The focus model in OSX is absolutely, completely broken. Unfortunately, it's not only a question of the window manager being woeful (although it is), but it has to do with the whole application/window philosophy required with a shared menu bar.

There are a few things I require from a window manager. The first is that I need to be able to move or resize any window from anywhere within that window by using the mouse and a modifier key. In OSX, this is possible using afloat, with some paralyzing limitations: you can only use it with Cocoa apps (MacVim, Firefox, and Finder don't seem to work), and you can only resize from the bottom right corner regardless of where you click. I've yet to find a better solution.

Secondly, I need virtual desktops. Happily, OSX added virtual desktops at some point (and proceded to take all of the credit for it), and it's somewhat easy to make the keybindings for them fairly sane. Unfortunately, there's no way to move windows between spaces without using the mouse, which makes it almost completely useless.

But I can live with the limitation that moving windows from desktop to desktop is difficult; I can get into the habit of carefully setting up each space for its particular purpose. However, when you switch between spaces, the current application's windows gain focus. So if you have a terminal open on all spaces, and you focus a terminal in one space, then switch spaces, the terminal gets focus and comes to the top. Worse, sometimes windows gain focus but do not come to the top, which is extremely confusing for an OS that does not have focus-follows-mouse.

This makes it extremely difficult to use spaces at all. Even my meticulously set up space, with windows layered just as I need them, maximizing the visibility of important information, gets trampled when an application focus event brings all of its windows to the top. Virtual Desktops work best when they encapsulate different activities, but spaces are a veneer on top of OSX's application-centric focus model; in reality, OSX changes the focus on the other space to the terminal when you give any terminal focus on any space, not upon switching.

Conceptually, I don't find this model as a way of organizing windows to be particularly useful. If I want to focus on a single terminal, I don't necessarily want all of my terminals to cover everything else. Often, this gets in the way, and I've found myself using tabs (which I like less than windows) in order to avoid a bunch of terminals obscuring everything when I switch application focus between terminal and non.

Because spaces don't actually compartmentalize anything, if I click the chrome icon to open a new browser window on a pristine space that has none, it merely focuses the application, leaving me with a menu bar and no windows. If i click the icon again, a preference of mine switches to a space with an active window. Upsettingly, this is not just the behavior of the dock; using spotlight to "launch" chrome in this case does the same thing.

Some of these gripes are related to behaviors that I've learned in the linux world that do not translate well to OSX. But the focus gripe isn't one of them. The way it works in OSX has no redeeming qualities and is a constant frustration, even one month on.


▶ _WORK TASK_
Among the entries below, how many lines include the string "this"? Answer with only the number.

▶ _DATA FOR THE TASK_
+ + + + +

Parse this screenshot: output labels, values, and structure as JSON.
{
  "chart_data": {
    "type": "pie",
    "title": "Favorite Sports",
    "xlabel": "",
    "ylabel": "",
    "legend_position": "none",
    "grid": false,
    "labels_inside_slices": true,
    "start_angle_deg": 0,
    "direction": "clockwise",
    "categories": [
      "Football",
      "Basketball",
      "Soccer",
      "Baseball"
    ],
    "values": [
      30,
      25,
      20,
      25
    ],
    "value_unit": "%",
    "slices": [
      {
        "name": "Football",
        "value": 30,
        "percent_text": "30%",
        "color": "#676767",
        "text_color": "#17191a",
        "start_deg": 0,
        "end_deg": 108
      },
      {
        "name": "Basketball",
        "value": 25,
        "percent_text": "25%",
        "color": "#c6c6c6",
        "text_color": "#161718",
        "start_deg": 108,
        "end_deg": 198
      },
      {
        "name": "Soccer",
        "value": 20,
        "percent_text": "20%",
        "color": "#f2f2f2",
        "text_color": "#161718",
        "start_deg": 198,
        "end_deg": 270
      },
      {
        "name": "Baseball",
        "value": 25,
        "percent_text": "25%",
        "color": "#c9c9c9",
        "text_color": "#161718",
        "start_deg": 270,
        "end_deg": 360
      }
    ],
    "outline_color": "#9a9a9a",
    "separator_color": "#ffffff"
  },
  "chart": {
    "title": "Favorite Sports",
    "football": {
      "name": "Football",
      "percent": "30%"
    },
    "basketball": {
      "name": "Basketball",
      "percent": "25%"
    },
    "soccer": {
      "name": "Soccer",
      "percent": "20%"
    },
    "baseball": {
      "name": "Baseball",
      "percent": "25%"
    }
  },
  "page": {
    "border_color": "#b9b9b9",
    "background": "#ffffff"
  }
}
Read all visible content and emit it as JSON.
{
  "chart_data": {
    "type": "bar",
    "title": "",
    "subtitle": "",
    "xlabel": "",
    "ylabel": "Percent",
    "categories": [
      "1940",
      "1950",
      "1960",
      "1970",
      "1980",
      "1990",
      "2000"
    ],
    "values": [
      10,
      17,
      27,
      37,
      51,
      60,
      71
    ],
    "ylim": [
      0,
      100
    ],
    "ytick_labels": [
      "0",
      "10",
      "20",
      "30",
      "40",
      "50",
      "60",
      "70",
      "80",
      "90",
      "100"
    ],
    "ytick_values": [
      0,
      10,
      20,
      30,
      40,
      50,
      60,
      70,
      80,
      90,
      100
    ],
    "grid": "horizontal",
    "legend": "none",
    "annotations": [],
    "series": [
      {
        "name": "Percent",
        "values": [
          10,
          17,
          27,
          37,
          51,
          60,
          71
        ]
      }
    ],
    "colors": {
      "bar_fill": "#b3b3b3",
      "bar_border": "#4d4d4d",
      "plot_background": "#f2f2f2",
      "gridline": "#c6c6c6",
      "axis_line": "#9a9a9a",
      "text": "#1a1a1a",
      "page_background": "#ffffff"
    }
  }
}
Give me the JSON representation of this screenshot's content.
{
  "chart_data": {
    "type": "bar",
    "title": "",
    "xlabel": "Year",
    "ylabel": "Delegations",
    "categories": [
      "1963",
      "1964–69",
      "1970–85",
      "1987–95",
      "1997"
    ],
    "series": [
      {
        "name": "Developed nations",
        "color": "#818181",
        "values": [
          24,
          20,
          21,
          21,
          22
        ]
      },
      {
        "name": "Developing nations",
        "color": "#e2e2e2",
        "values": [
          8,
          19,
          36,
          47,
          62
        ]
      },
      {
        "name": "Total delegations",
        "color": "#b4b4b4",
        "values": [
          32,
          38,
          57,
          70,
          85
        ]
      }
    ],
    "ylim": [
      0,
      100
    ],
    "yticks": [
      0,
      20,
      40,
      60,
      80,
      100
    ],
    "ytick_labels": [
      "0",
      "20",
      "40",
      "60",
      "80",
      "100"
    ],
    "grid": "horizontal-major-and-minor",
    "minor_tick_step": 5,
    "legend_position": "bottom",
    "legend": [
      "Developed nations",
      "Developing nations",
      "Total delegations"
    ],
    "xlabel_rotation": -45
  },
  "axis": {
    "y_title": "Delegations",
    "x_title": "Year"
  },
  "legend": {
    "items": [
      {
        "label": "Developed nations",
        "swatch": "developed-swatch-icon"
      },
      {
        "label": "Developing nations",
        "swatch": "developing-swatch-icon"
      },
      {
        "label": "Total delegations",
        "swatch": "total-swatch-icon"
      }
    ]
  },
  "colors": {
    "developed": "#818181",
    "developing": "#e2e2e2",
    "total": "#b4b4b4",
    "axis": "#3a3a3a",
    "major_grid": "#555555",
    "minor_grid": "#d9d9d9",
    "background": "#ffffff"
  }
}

+ + + + +

▶ _TASK SOLUTION_
2